The mills in East Millinocket and Millinocket have shut down for short periods before over the last 20 years, after all, and they’ve managed to come back in some form. Usually as scaled-down versions of themselves, sometimes with new owners, and always with fewer workers than before to keep them running.

Even now, with Great Northern Paper Inc. in Chapter 11 bankruptcy proceedings, Morris, the administrative assistant for East Millinocket, is confident the mills won’t disappear for good and take the vulnerable towns down with them.

“This area will go through an extremely difficult period in the next few years,” said Morris, a 37-year-old mother of two young children, whose family has worked in the paper mills for three generations.
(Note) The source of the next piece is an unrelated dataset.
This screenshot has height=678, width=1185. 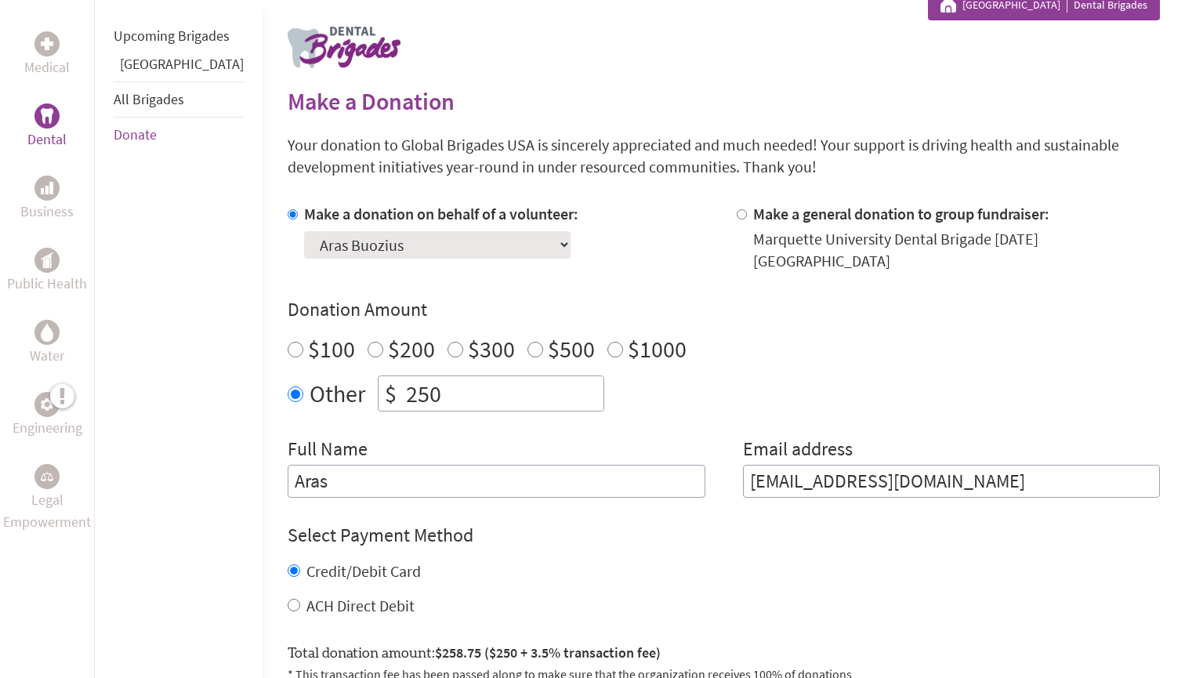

“The towns will bounce back somehow. I don’t believe they’ll die, even as more people leave the area. But there will have to big changes, and the biggest is that we can’t look to the mill as our future anymore,” Morris said. “We have to start looking beyond it for other opportunities.”
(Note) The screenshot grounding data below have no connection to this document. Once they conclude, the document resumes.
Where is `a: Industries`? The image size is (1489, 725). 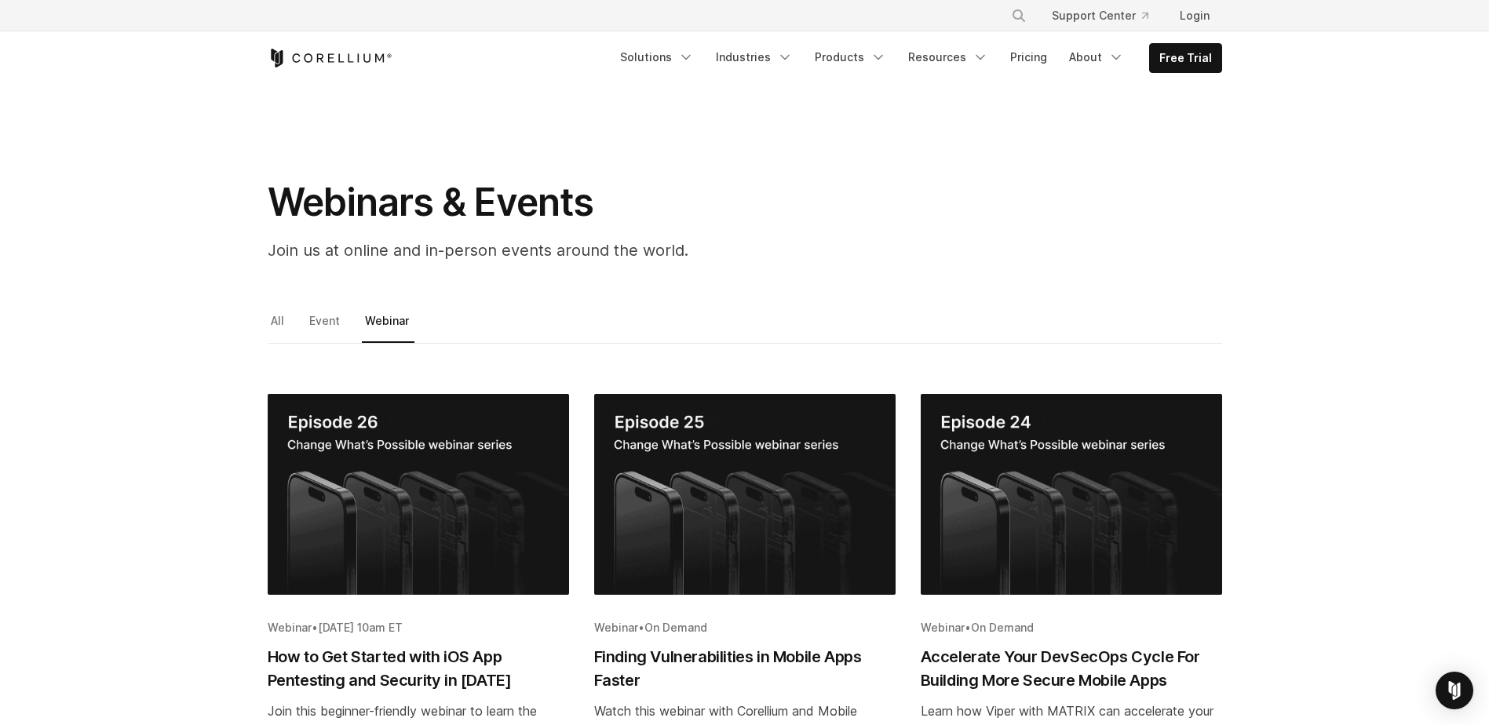
a: Industries is located at coordinates (754, 57).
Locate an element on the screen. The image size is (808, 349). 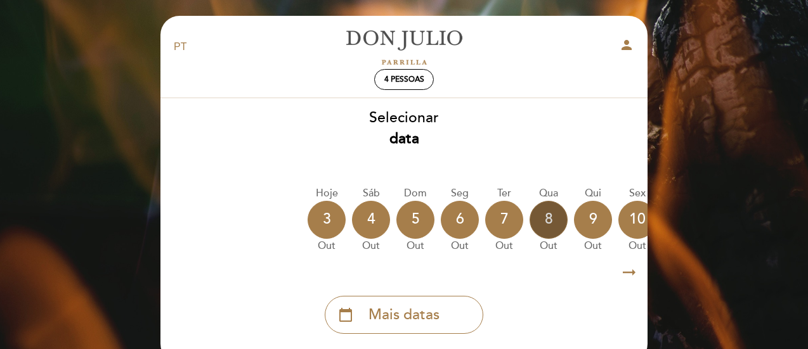
div: 5 is located at coordinates (415, 220).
Yet she also understands there will be some people who cling to the illusive hope that the mills that gave birth to these towns more than 100 years ago will continue to sustain them. The Great Northern tradition, so much a part of the identity of these rural communities, will be a tough habit to break.

“The mills have had a few different owners over the years,” Morris said, “but as long as they keep using the name Great Northern, there will be people who perceive it as the same old landmark they grew up with. They can’t imagine life without Great Northern.”
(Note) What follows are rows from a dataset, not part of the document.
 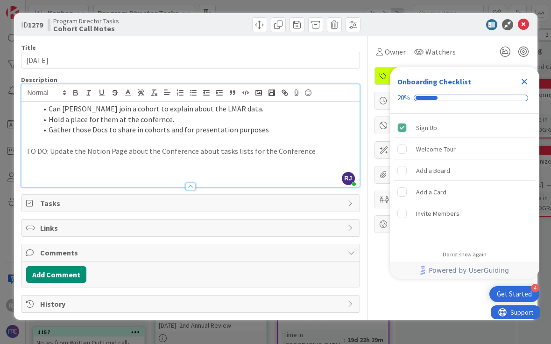 I want to click on div: Sign Up is complete., so click(x=464, y=128).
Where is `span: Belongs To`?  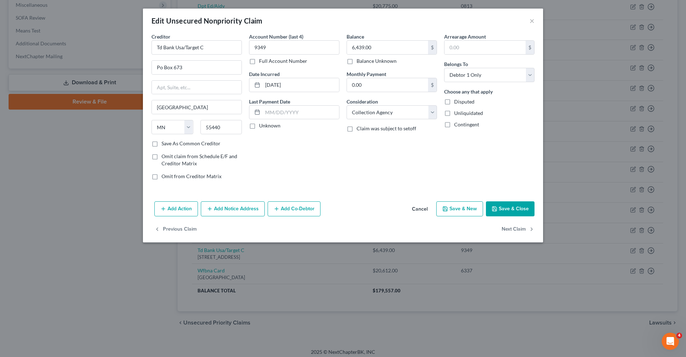
span: Belongs To is located at coordinates (456, 64).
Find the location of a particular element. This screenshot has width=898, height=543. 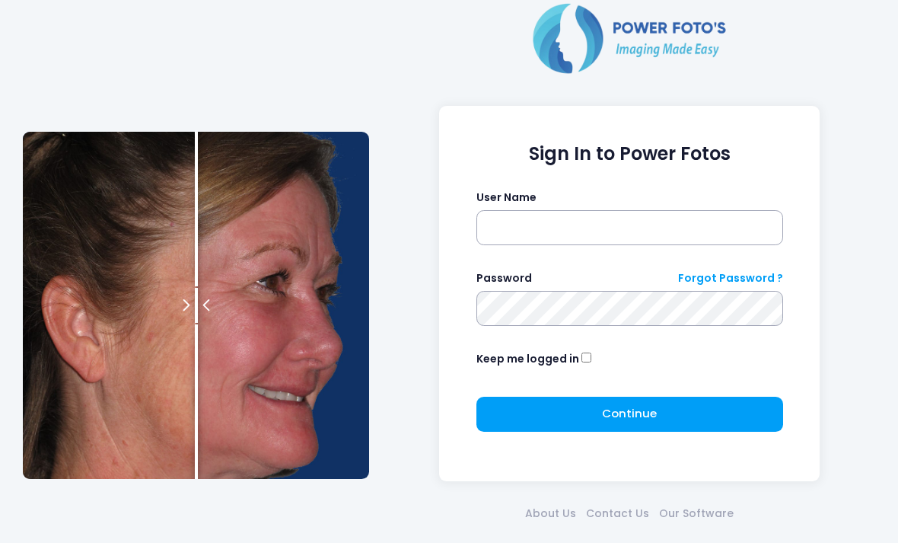

label: User Name is located at coordinates (506, 197).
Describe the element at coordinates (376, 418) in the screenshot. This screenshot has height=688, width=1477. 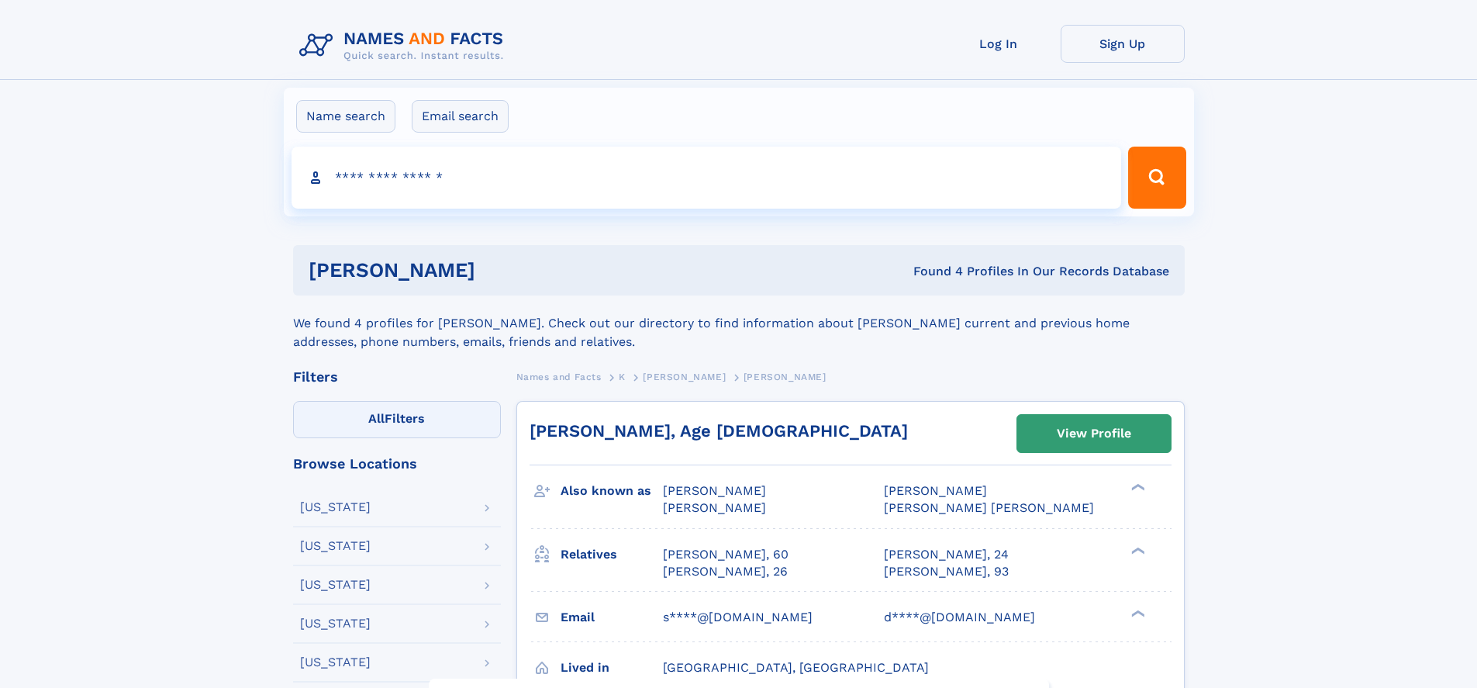
I see `span: All` at that location.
Morris knows that feeling intimately. She was born in East Millinocket and hopes to live there for the rest of her life. Her grandfather worked at Great Northern, and her father retired from the mill about three years ago. Her husband has worked at the mill for 22 years, and both of his parents worked there before him.

In the late 1970s, when Morris’ husband graduated from Schenck High School, just about everyone could find a job at Great Northern. That changed in the 1980s, when the operation began scaling back, and the work force has been shrinking ever since. The mill that once employed several thousand people now operates with a little more than 1,100.

“As people have lost jobs through the years and left the area,” Morris said, “we’ve had fewer and fewer people of childbearing age living here. We have a lot of retirees from the mill, and now we hear that their health insurance may be in jeopardy. That’s an extremely scary thing – one of many.”

With the possibility of more layoffs to come, and the frightening prospect that her town could lose more than 70 percent of its tax base should Great Northern fold, Morris said the region has no choice but to begin shaping a future that, for the first time in its history, is not based on a papermaking economy.

“We’ve lived with insecurity here for the last 20 years, but this is definitely the most fearful period we’ve ever known,” Morris said. “If the mill closed, and there were no other buyers, a lot of people would have to leave town. But there are also a lot of families that would hang on as long as they could. To survive, we have to stop thinking of ourselves as individual towns of East Millinocket, Medway and Millinocket, all living in our separate little bubbles. We have to come together.”

Making the separate mill towns think as one and diversifying the area’s regional economy will be the greatest challenges the area has ever faced, Morris said. The consolidation of schools in East Millinocket and Medway a few years ago was a promising first step. Having Millinocket join its smaller neighbors, she said, would be even more beneficial to the region.

“It’s a way of changing the mind-set of people in the area and making them work together for the same goals,” she said. “It means erasing the differences among the towns, and the traditional school rivalries that we’ve always known. But whatever happens at the mill, our communities can’t afford to go on as we have before. We have to change, and it’s going to be a long struggle.”